Okay, so the headline is a bit of a generalisation and the question begs to be answered with a resounding : “no it’s just you” but, bear with me, there is a serious point here.
People visit corporate websites to learn how to solve problems not to genuflect at the altar of a company’s products. Web viewers aren’t interested in the corporate website as a virtual shop window, or online brochure replete with pages called things like “About Us”, “Our Products” or “Our Team”.
Instead potential and repeat customers want answers to at least one of four questions:
- Can the company help fix a problem I’ve got?
- Is the company a good fit with me in terms of my personal values and price expectations?
- When the time is right, will the transaction process will be straightforward?
- Will I be re-assured I’ve made the right choice – will the company be around in the future for repeat business?
Way back in the sands of time … (August 2009), Tom Foremski implored every company “to become a media company – because every company needs to master the technologies of publishing to their customers, staff, neighbo[u]rs, and to raise their media profile against their competitors”.
It’s high time that all brands stop thinking and writing about themselves and start to empathise with customers’ needs. Step forward the brand journalists.
As way of a recent example ANZ, one of the Big Four banks in Australia and New Zealand, now employs around 15 editorial staff to create its own digital and video content. In April 2014 it launched a new online media publication, ‘Blue Notes’.
ANZ’s group head of strategic content and digital media, Amanda Gome, told the Australian newspaper that the banking group is aiming to produce a “thought-leading publication that talks to the people that matter: customers, influencers, corporate clients and others” adding: “We will also be breaking our own stories … .Our aim is to work hand-in-hand with (traditional media) journalists.”
Other brands have shifted some of their media weight from traditional to social media. Think Red Bull, think American Express, think L’Oreal, Paris. These companies now share stories across multiple channels and, like Arkwright, they never close. They respond to customers and potential customers in real time.
This heightened customer engagement demands a significant change in organisational culture, though. The authority of a company’s communication function is extended beyond the auspices of the Corporate Communicator/CMO role and handed to all employees as they become social media brand ambassadors.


**What to produce**
Your task is to transcribe the data exactly while omitting each picture.

**Source data**
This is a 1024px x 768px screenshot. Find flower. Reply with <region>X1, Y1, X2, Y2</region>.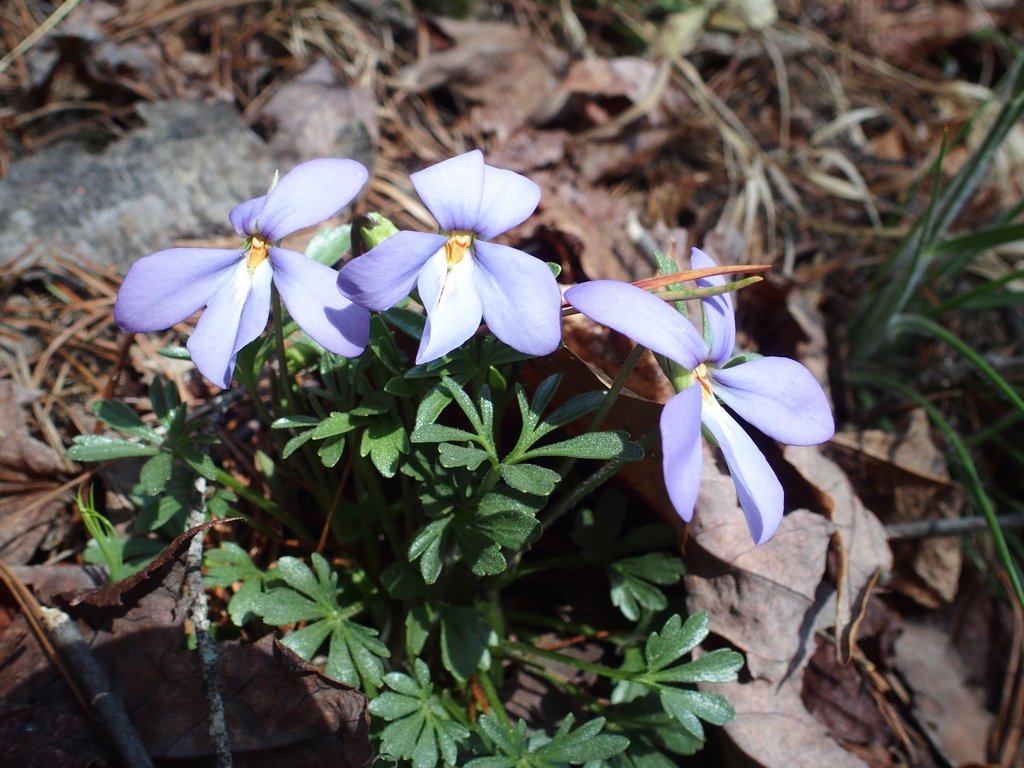
<region>328, 143, 568, 367</region>.
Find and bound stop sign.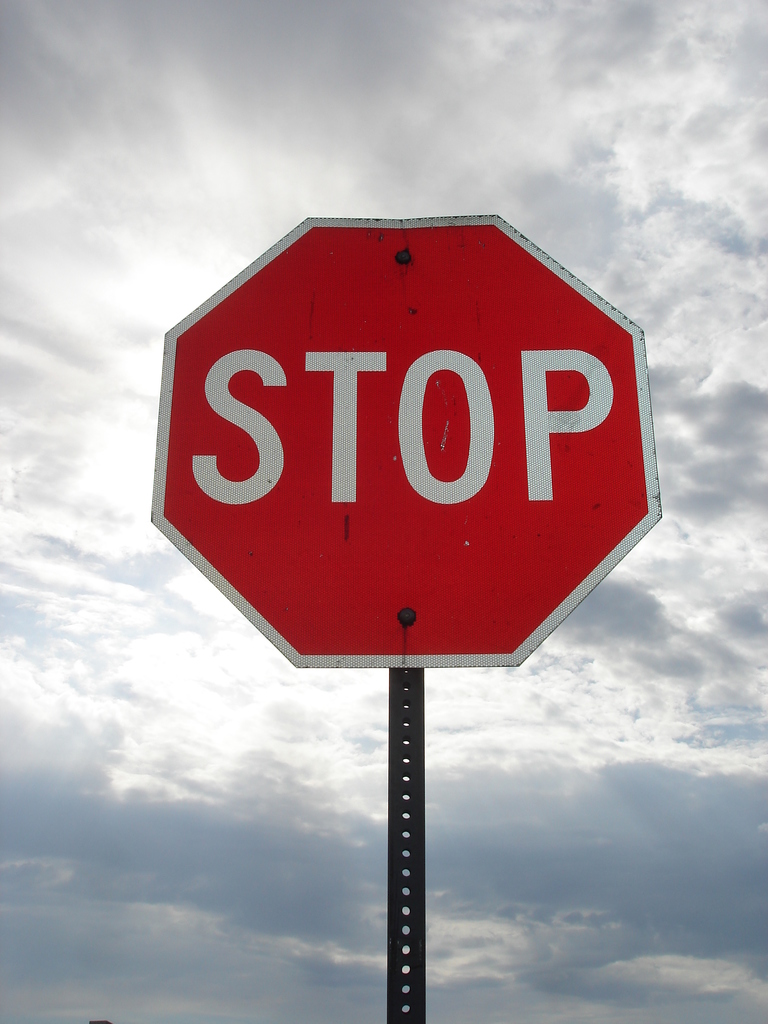
Bound: (x1=149, y1=211, x2=662, y2=669).
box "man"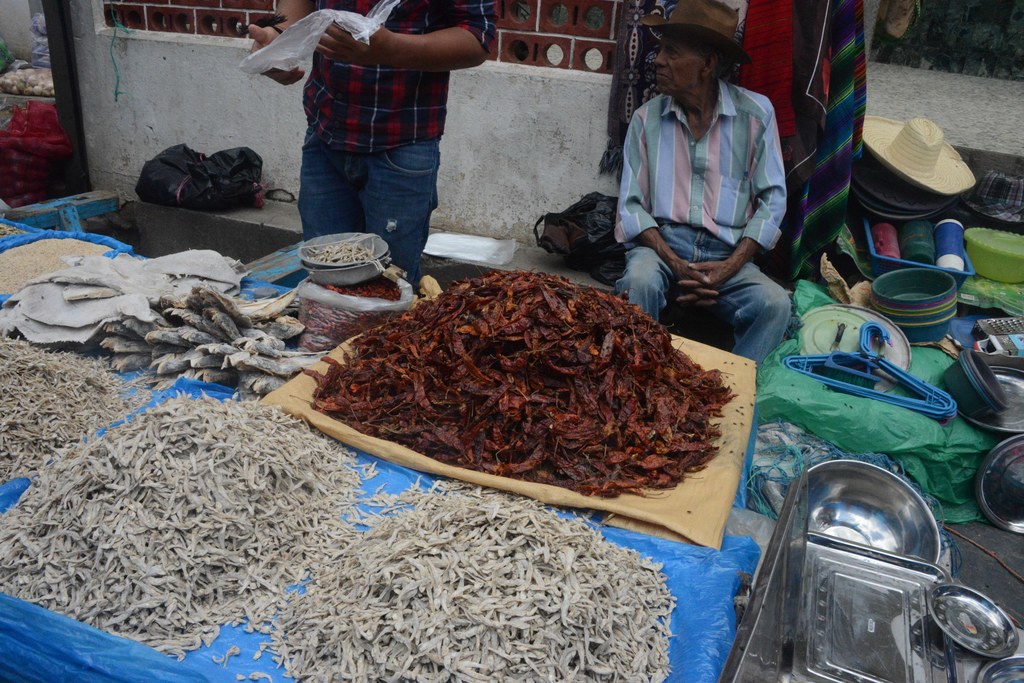
609:0:792:360
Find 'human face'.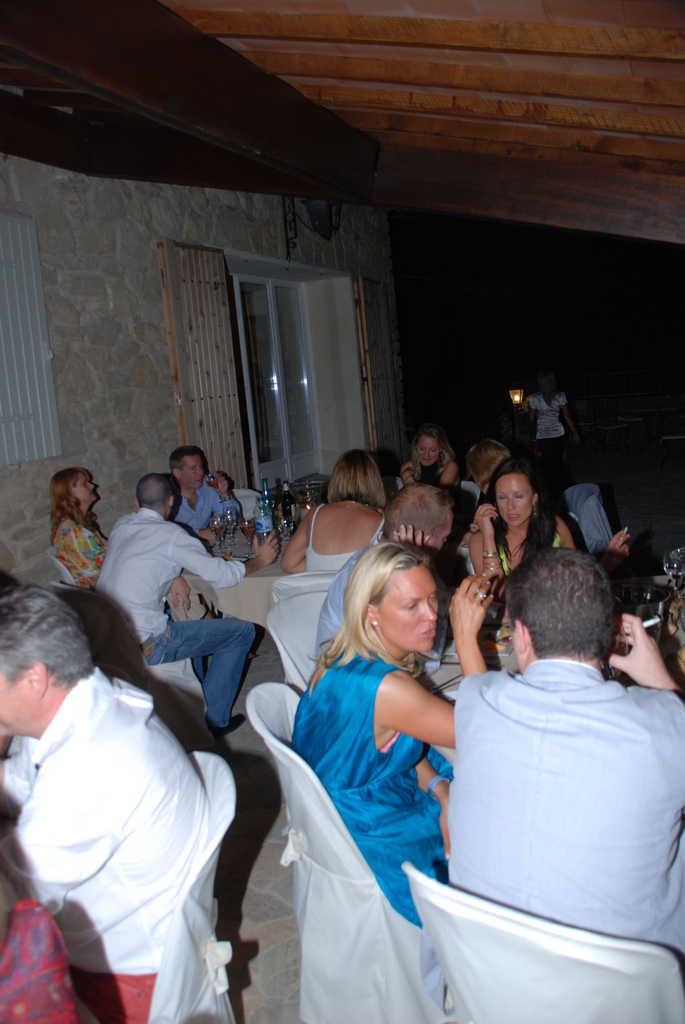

**Answer to the exercise**
This is a 1024px x 768px screenshot. Find flower. Reply with <region>X1, Y1, X2, Y2</region>.
<region>328, 143, 568, 367</region>.
Find and bound stop sign.
Bound: (x1=149, y1=211, x2=662, y2=669).
box "man"
609:0:792:360
Find 'human face'.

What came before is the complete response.